Disguised sailor returns home to his parents, hoping to surprise them with his new-found wealth. They mistake him for a stranger, kill him, and steal his gold. When the mistake comes to light, both parents commit suicide and the boy's sister dies of grief.
The Broadside
Smeeton's broadside on this case is undated, but the crime it describes can be traced back to 1618. The prose account accompanying the ballad takes much of its wording from Saunderson's Annals of James I, but adds the new information that the victim's name was James Andrew Macauley.
The Ballad
All you who have children dear,
Now hear this tale of woe,
The history of this tragedy,
I now to you will show.
A happy couple at Penryn,
Had a son who went to sea,
And after fifteen years returned,
His parents for to see.
He to their cot disguised did go,
Asked shelter from the cold,
And ere he laid him down to sleep,
Showed all his wealth and gold.
The mother to the father went,
In anxious breathless haste,
And told of treasure she had seen,
Around the stranger's waist.
The father then, by Satan led,
Did take the killer's part,
He stole the cursed gold away,
And stabbed his own boy's heart.
And scarce before the parents yet,
Had seen the morrow's light,
Their daughter came with joy to ask,
Of the sailor there last night.
She said 'It is my brother James,
Who long at sea has roved,
He's come back home to share his wealth,
With those he dearly loved'.
Oh when they found the murdered youth,
Was their own darling boy,
Most frightful horrors seized their minds,
And bitterly they cried.
The guilty pair then slew themselves,
Their sin they could not hide,
And the broken-hearted daughter,
Sank to the ground and died.
The Facts
Smeeton's opening words on this Victorian sheet are "Some time since, there lived a man named Macauley." Technically, that's true enough, but it rather conceals the fact that "some time since" in this case means 200 years ago.
The 1618 pamphlet which gives us our first account of this young man's death is headed "Newes From Perin in Cornwall: of A most Bloody and un-exampled Murther very lately committed by a Father on his owne Sonne (who was lately returned from the Indyes) at the Instigation of a mercilesse Step-mother. Together with their severall most wretched endes, being all performed in the Month of September last, Anno 1618."
It does not give the family involved a name, calling its characters only "the olde man", "his wife", "the daughter" and so on. Saunderson's history doesn't name them either, saying that, although the family's name is well-known locally, the author has omitted it "in favour to some neighbour of repute and kin to that family". It's unlikely that the balladeer had access to any information outside these two sources, so we must assume that James Andrew Macauley was his own invention.
The pamphlet describes a comfortably-off Penryn family whose youngest son goes off to sea and returns, after many adventures there, 15 years later. He's a rich man now, with a pouch of jewels strapped round his waist, and when he gets back to Penryn his first port of call is his sister's house. He discovers she's now married to a humble mercer, and that his parents have fallen on hard times. Not only that, but his absence for so long without news had led his parents to assume he must be dead, his mother had died from the grief this caused her, and his father married again.
The young man tells his sister he's going to his father and step-mother's house now, but that he's not going to tell them who he is until his sister gets there with her husband next morning. He'll then reveal his true identity, clear all the family's debts and everything will be fine.
Off he goes to the father's house - now a scruffy, broken-down shack - and finds Dad is compassionate enough to offer this travelling stranger a bed for the night. He entertains the old couple with tales of his adventures at sea - pirates, shipwrecks, all that - and then prepares for bed. The step-mother shows him through to a bedroom, where he gives her a piece of gold from the pouch round his waist as thanks for their kindness, and this allows her to see the rest of his fortune.
As soon as the young man is asleep, the step-mother hurries back to her husband, and suggests they kill the stranger while he sleeps and then steal his gold. He's reluctant at first, but she eventually talks him round, and he kills the young man with his own dagger. They cover the body with clothes and blankets until they can find a way to dispose of it.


WORK ORDER: Compute how many lines below contain the word "vídeo" and respond with that number only.

==== MATERIAL FOR THIS TASK ====

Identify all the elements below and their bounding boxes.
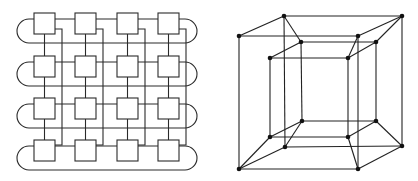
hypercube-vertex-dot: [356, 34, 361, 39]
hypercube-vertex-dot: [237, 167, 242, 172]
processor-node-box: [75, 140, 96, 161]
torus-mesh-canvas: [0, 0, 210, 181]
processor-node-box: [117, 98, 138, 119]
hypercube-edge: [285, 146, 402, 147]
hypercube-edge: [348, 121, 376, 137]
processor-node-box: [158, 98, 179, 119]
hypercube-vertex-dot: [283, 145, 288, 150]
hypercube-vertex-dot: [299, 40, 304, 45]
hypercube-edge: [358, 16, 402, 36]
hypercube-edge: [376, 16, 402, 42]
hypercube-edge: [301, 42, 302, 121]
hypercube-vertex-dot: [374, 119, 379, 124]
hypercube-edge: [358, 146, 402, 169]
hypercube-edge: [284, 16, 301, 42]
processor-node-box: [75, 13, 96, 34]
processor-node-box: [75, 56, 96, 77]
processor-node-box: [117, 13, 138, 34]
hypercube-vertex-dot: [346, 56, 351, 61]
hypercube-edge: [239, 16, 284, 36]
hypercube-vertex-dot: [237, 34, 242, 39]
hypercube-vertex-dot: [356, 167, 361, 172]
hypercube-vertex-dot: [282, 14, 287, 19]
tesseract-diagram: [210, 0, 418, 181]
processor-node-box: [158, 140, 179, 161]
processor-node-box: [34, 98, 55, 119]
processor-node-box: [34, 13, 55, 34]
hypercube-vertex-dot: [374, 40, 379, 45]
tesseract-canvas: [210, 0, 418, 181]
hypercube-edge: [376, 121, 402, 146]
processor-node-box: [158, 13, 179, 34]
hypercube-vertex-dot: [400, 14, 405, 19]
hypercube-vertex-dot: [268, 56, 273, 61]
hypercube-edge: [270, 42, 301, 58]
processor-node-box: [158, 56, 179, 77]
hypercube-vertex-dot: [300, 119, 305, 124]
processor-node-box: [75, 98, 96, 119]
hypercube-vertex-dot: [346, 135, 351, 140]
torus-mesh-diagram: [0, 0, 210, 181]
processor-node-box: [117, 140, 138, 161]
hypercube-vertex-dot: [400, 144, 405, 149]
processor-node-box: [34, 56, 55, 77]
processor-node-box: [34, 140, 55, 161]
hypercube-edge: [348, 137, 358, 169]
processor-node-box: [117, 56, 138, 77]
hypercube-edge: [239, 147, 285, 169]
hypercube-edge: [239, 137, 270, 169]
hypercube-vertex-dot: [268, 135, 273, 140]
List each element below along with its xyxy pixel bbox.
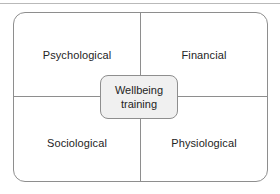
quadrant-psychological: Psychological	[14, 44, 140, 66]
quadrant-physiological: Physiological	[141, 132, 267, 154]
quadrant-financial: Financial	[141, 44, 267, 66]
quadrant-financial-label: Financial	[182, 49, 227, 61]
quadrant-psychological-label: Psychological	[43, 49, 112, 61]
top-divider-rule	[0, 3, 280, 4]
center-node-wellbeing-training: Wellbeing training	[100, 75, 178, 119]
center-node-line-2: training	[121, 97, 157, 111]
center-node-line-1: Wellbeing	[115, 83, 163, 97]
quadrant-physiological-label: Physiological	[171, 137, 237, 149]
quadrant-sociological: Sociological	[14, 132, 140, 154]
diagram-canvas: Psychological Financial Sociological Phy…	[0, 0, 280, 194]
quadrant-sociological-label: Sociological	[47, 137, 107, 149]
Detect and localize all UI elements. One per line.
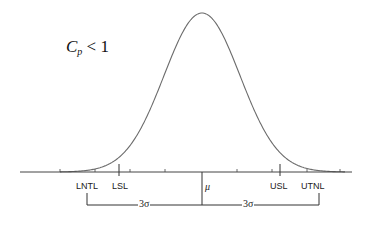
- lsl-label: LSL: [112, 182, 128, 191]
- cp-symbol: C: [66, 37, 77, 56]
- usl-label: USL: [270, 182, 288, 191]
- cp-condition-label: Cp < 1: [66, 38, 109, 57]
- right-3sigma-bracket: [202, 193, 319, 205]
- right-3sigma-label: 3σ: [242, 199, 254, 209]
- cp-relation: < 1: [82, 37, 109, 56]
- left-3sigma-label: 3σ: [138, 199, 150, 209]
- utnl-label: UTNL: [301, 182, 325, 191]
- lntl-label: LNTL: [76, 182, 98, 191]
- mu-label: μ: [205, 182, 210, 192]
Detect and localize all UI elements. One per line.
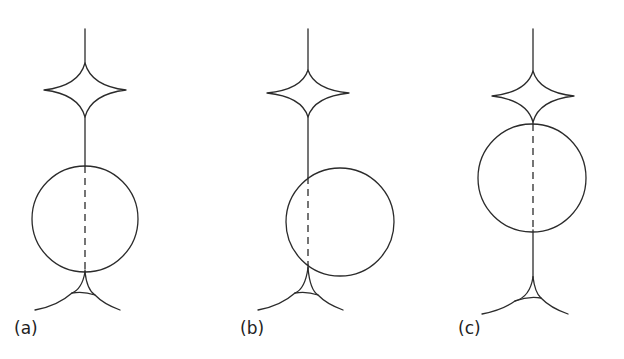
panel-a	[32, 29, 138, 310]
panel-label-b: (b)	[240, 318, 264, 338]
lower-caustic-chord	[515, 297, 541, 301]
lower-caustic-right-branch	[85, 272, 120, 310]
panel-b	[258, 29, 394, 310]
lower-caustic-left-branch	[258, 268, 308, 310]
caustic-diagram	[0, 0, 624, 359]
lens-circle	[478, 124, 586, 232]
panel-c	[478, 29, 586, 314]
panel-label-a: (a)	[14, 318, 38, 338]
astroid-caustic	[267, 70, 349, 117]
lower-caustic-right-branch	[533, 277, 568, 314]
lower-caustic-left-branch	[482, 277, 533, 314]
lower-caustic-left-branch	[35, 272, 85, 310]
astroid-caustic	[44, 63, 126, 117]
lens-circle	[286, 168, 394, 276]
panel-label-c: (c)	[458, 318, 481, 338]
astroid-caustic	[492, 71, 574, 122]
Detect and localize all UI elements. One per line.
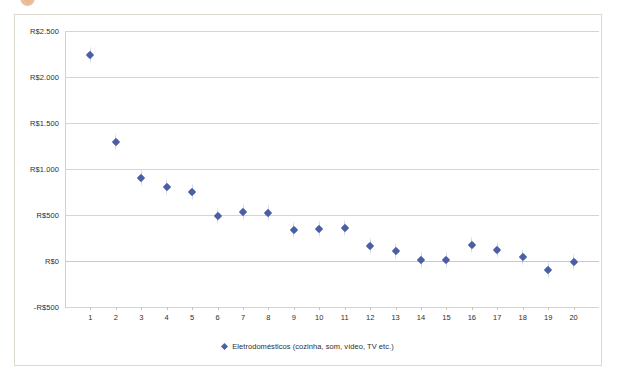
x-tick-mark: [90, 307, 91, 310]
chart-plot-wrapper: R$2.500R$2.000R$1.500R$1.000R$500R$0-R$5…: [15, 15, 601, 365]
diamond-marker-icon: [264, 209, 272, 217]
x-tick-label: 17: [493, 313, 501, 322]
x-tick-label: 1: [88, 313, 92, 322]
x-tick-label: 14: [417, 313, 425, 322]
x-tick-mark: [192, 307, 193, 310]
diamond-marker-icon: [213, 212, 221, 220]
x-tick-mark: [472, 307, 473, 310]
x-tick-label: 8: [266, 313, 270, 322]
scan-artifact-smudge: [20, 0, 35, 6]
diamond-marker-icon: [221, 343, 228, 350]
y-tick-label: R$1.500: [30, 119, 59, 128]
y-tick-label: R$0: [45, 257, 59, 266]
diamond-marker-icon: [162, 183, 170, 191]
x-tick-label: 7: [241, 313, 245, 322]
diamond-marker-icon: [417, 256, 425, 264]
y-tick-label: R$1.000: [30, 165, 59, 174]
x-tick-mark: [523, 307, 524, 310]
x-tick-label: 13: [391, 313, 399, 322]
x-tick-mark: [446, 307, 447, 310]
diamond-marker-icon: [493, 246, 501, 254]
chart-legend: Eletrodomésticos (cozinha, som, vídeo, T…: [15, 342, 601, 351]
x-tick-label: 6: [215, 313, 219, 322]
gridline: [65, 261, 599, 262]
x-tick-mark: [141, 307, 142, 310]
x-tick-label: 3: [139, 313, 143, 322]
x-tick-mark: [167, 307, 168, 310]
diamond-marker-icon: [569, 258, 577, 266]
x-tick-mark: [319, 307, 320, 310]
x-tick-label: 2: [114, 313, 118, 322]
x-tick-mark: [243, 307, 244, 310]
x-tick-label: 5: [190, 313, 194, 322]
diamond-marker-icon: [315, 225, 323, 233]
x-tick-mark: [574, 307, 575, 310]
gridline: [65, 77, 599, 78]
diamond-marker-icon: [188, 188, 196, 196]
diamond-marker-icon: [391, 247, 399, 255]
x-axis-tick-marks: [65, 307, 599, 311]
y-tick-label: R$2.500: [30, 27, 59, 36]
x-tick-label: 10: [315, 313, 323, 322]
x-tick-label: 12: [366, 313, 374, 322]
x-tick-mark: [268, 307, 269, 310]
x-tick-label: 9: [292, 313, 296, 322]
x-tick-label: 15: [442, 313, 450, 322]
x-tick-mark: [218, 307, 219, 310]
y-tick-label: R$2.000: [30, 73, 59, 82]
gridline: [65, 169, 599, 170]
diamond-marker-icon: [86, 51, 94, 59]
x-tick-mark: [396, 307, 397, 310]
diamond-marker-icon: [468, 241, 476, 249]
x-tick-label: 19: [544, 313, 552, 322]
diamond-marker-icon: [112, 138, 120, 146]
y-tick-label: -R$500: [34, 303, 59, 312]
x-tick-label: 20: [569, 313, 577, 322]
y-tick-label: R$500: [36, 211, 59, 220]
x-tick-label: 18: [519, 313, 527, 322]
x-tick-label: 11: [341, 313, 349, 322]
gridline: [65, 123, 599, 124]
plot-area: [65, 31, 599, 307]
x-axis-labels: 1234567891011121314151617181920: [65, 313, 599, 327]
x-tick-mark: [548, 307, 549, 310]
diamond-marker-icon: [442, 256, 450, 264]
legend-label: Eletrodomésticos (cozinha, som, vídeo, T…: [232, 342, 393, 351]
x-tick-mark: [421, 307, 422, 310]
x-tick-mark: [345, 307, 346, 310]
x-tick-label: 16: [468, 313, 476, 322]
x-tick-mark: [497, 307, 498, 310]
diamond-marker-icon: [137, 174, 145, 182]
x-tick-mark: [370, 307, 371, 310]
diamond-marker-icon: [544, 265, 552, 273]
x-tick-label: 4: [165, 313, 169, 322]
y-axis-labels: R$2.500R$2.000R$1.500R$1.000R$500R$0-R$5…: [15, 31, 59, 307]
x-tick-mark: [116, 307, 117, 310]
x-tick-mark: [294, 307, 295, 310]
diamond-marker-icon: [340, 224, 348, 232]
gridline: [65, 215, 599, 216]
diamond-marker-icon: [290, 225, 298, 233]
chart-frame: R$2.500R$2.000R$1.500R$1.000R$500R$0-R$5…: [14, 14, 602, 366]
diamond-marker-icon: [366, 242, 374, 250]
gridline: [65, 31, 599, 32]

====

WRITTEN ANSWER: 2